First of all, thank you very much for a detailed reply!

>Ideally it shouldn't need to scale because there should be very few if
>any exceptions added to the set of neverallow rules in
>external/sepolicy.  When you encounter a neverallow failure, the first
>step should be to see if you can avoid the need for the offending allow
>rule altogether.  This has happened for other cases in AOSP for the
>device-specific daemons on the Nexus devices, for example.

I do agree that a proper policy should minimize an amount of exceptions
from "neverallow" rules, but given the amount of modifications by OEMs
Android normally has, I think it is unrealistic to assume that such
modifications won't be needed.

>If we have a neverallow rule in external/sepolicy that we know will
>require device-specific overrides, we can define and use an attribute in
>writing the rule so that the device-specific policy can exempt its own
>domains by adding the attribute to those domains, e.g. rewrite:

>neverallow { domain -debuggerd -vold -dumpstate -system_server }
>self:capability sys_ptrace;

>to:

>neverallow { domain -tracerdomains } self:capability sys_ptrace;

>after defining a tracerdomains attribute.  And then just include
>tracerdomains as an attribute for all such domains.  No need to modify
>external/sepolicy/domain.te or use BOARD_SEPOLICY_REPLACE to override it
>to add further exemptions once you have done that; you can just add a
>typeattribute <domain> tracerdomains; statement or add tracerdomains to
>the list of attributes in the type declaration for the domain in your
>device-specific policy.

>An alternative form would be to leave it as an explicit list for the
>domains defined in external/sepolicy and only use the attribute for the
>device-specific domains, e.g.: rewrite it as:

>neverallow { domain -debuggerd -vold -dumpstate -system_server
>-devicetracerdomains } self:capability sys_ptrace;

>with the devicetracerdomains attribute defined in external/sepolicy but
>only assigned to domains in the device-specific policy.  That has the
>advantage of making the whitelisted domains explicit and fully visible
>in the neverallow rule for the core policy, while still allowing
>extensibility by device-specific policy.

I didn't know about the attribute possibility.

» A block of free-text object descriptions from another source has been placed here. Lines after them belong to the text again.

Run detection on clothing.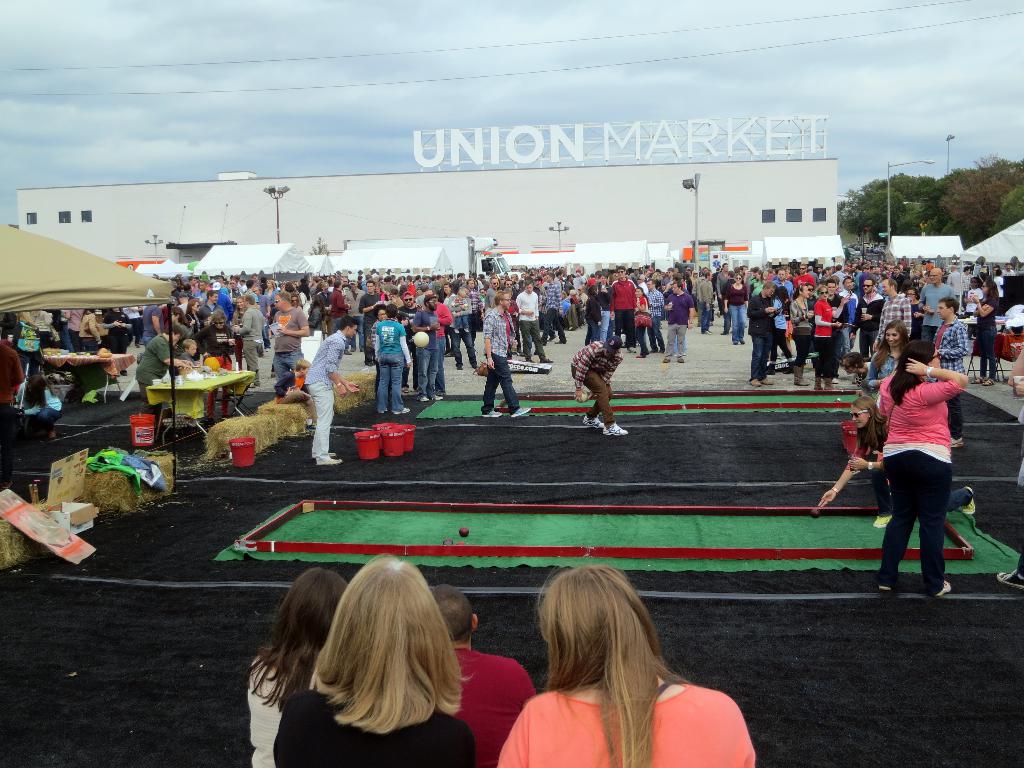
Result: (x1=875, y1=350, x2=974, y2=581).
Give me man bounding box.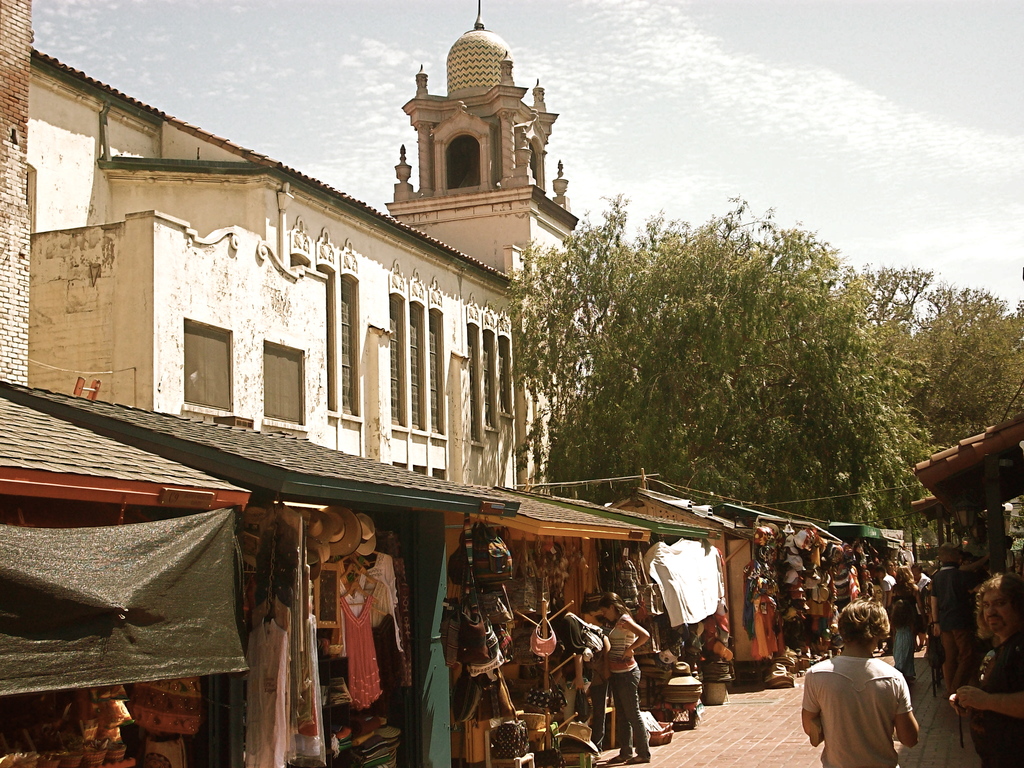
detection(929, 548, 968, 701).
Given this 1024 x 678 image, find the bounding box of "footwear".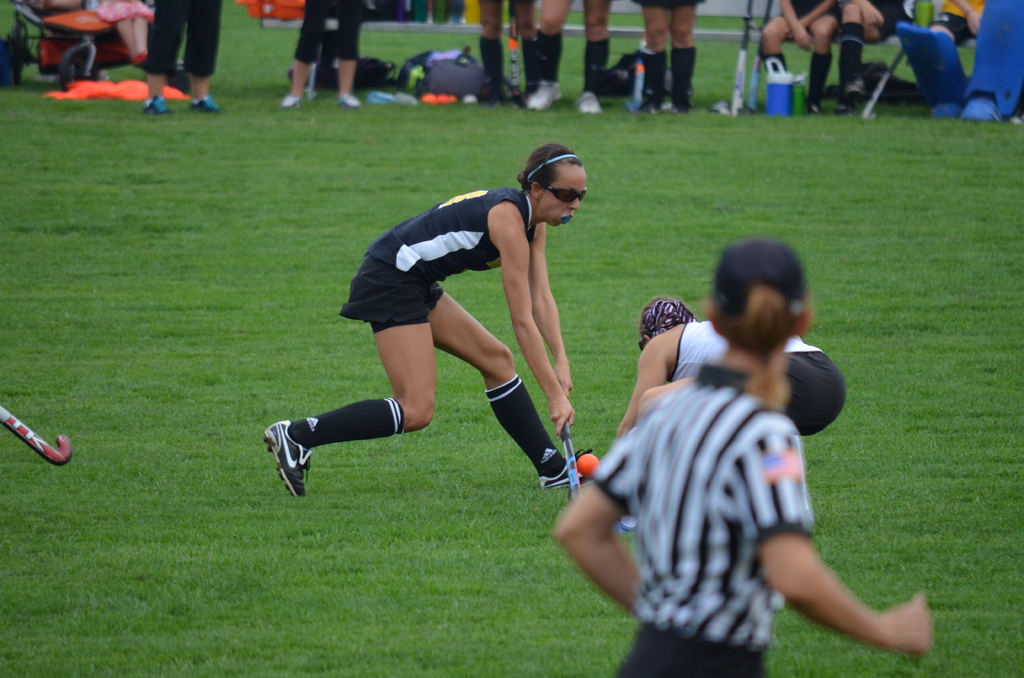
[x1=468, y1=80, x2=509, y2=105].
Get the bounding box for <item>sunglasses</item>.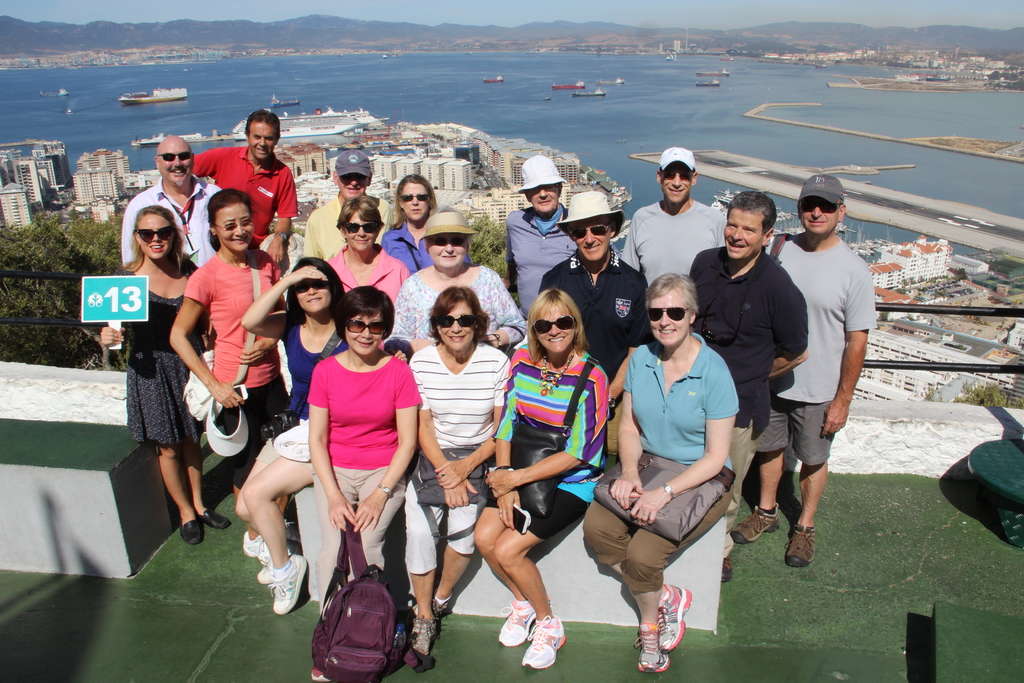
box(400, 193, 425, 204).
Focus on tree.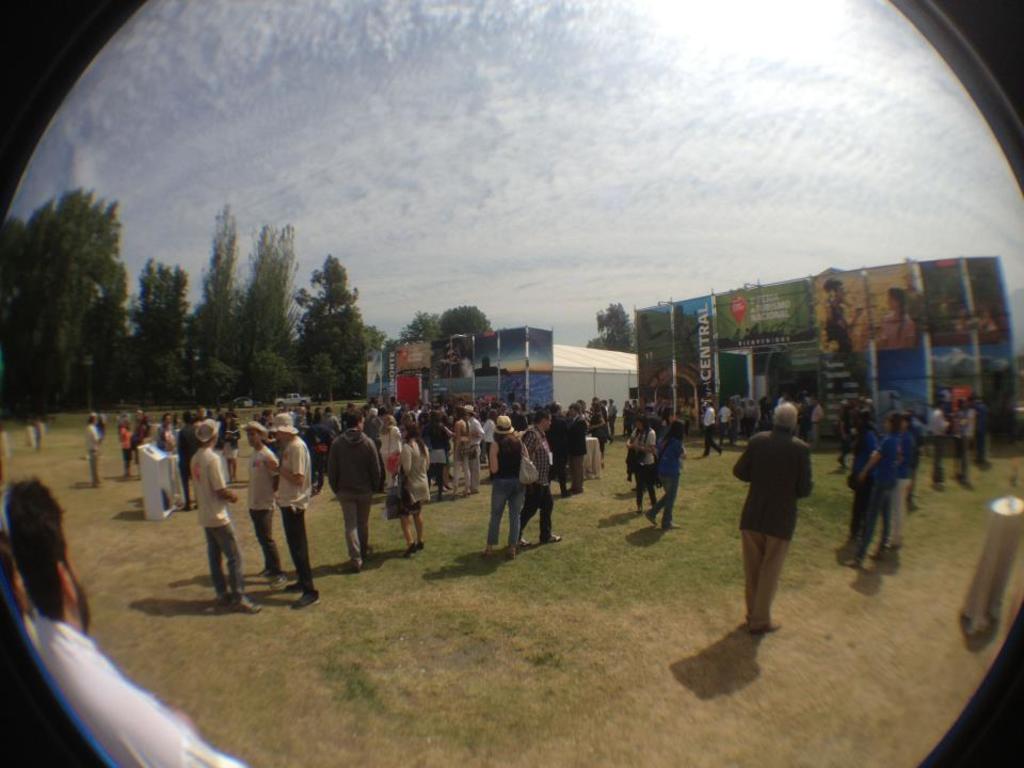
Focused at <region>579, 295, 639, 354</region>.
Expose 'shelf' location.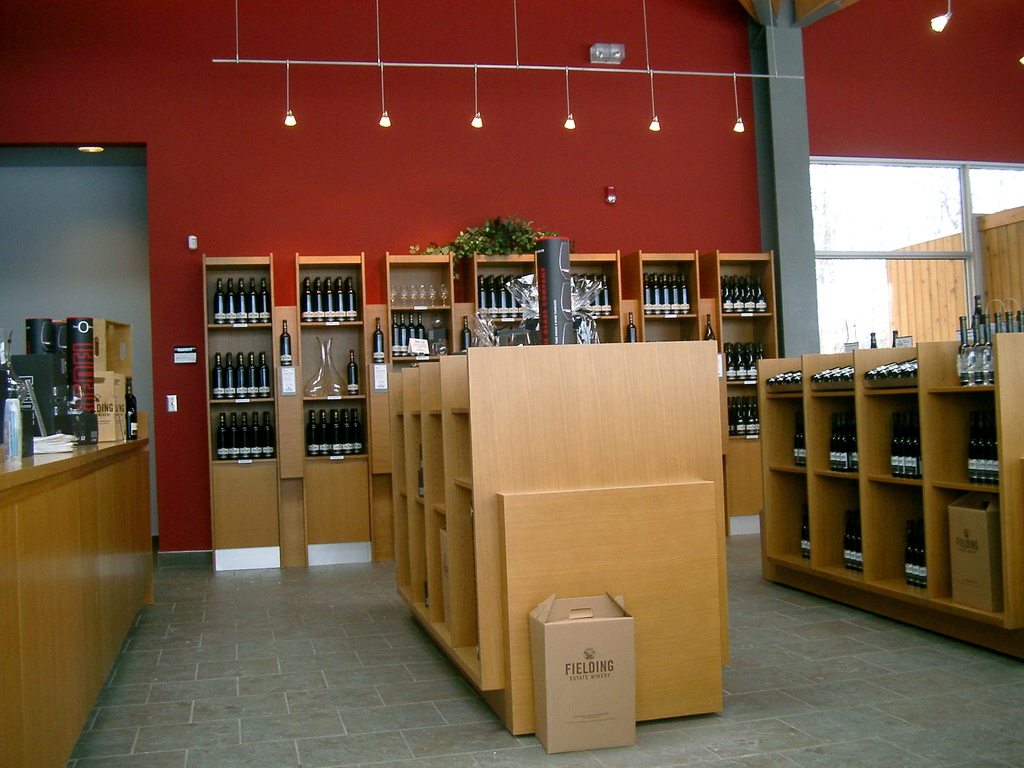
Exposed at x1=931, y1=472, x2=1021, y2=655.
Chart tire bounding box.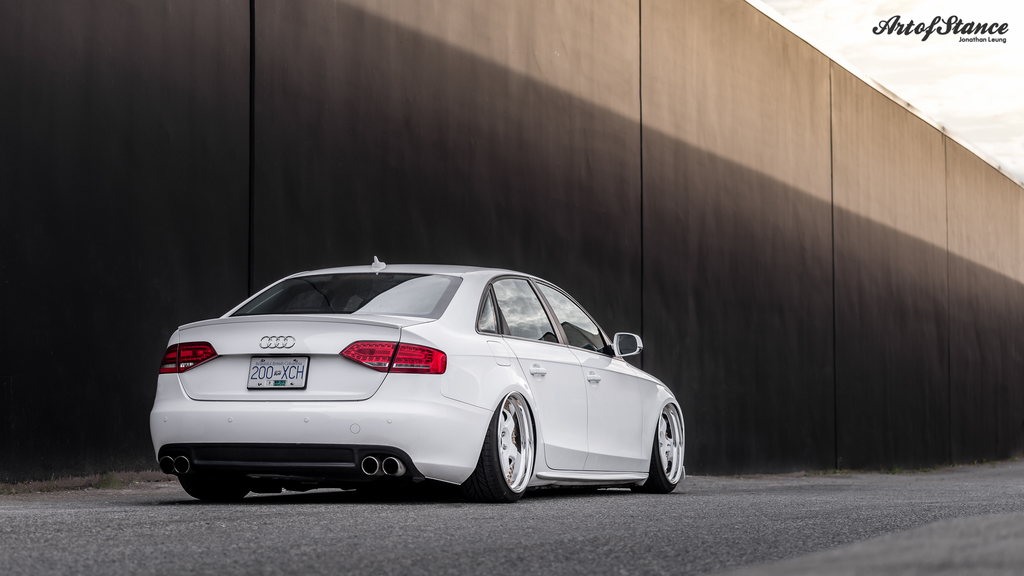
Charted: {"x1": 647, "y1": 401, "x2": 683, "y2": 490}.
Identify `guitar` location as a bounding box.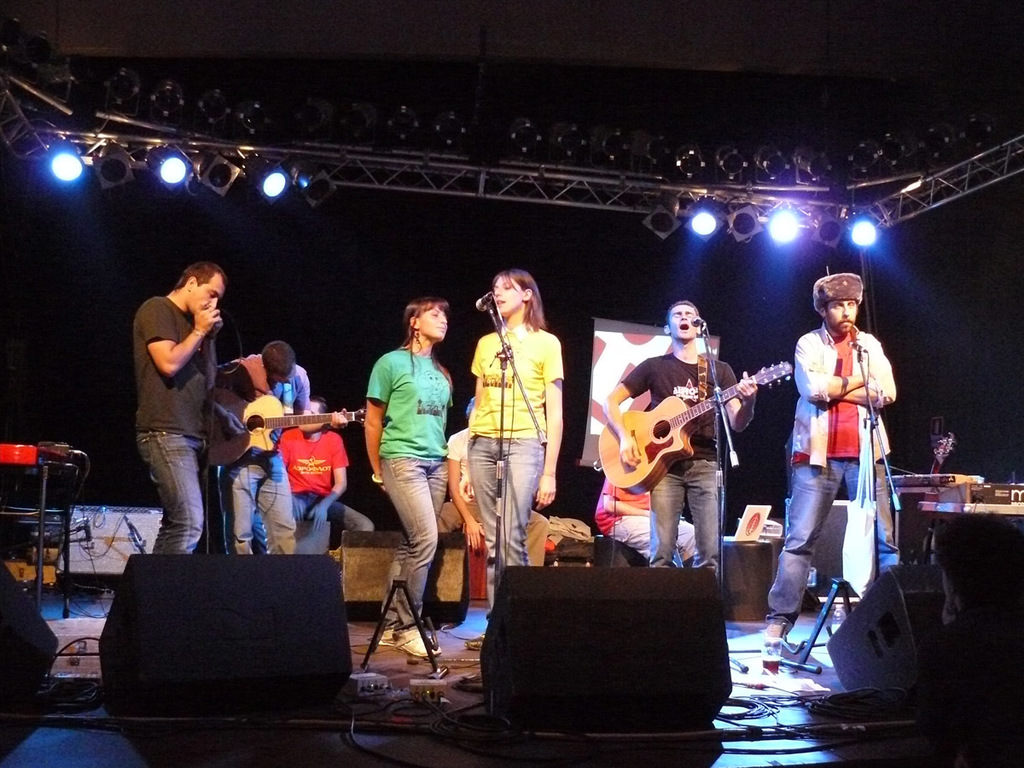
<box>199,392,367,474</box>.
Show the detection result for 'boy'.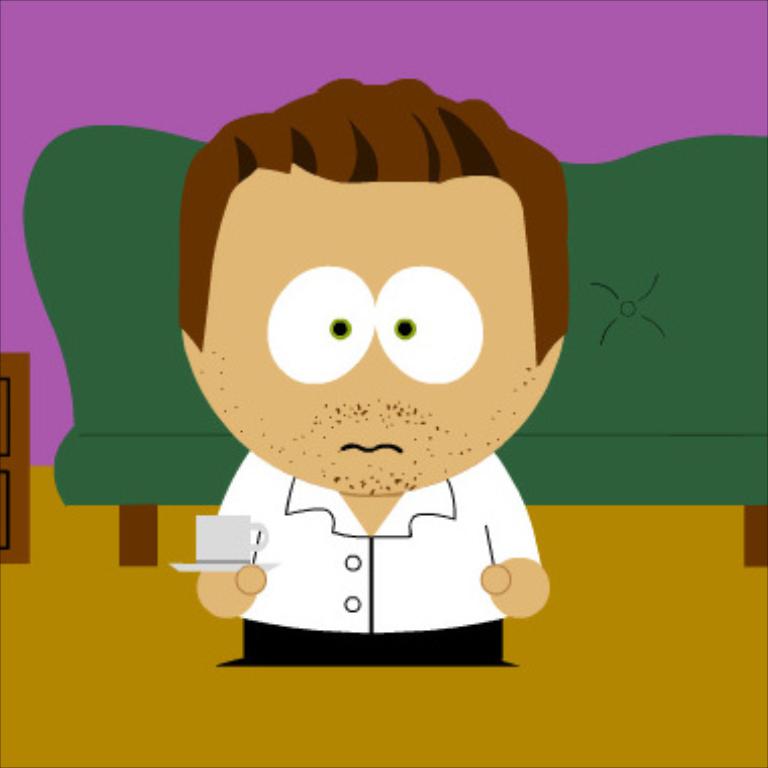
176:77:572:669.
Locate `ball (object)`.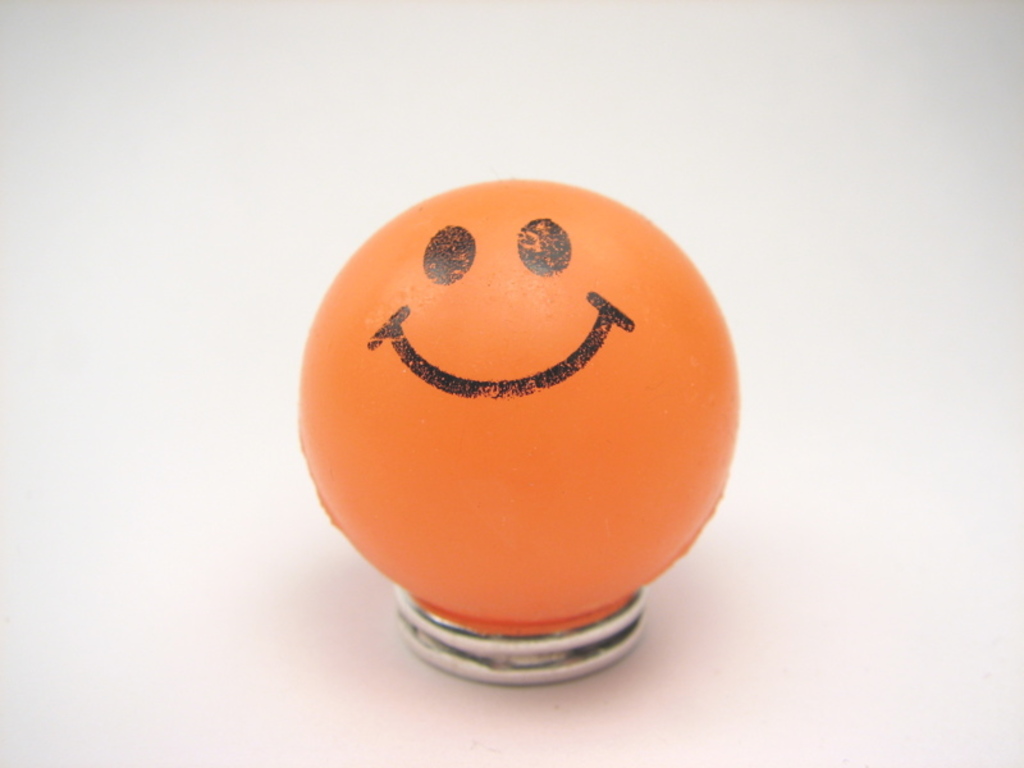
Bounding box: <region>296, 180, 739, 637</region>.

I think it is a useful
feature, but as Nick mentioned in a thread, it might make things more
complex with one more layer of indirection and makes policy harder to
understand and manager.

>I don't believe however that we should do this a priori for all of the
>neverallow rules, as it makes it all too easy to subvert any/all of the
>neverallow rules.  Rather if/when OEMs find the need for an exception,
>they can upload a change to external/sepolicy to rewrite the neverallow
>rule along with the justification as to why it is necessary for
>device-specific daemons, and the Android developers can assess the
>change on its merits, possibly suggesting alternative means of solving
>it without requiring such a change.

I guess given a current state, I agree that this is the best way to go.
Maybe OEMs can help to build a list of the additional exceptions that would
be applicable in many cases and found across many devices.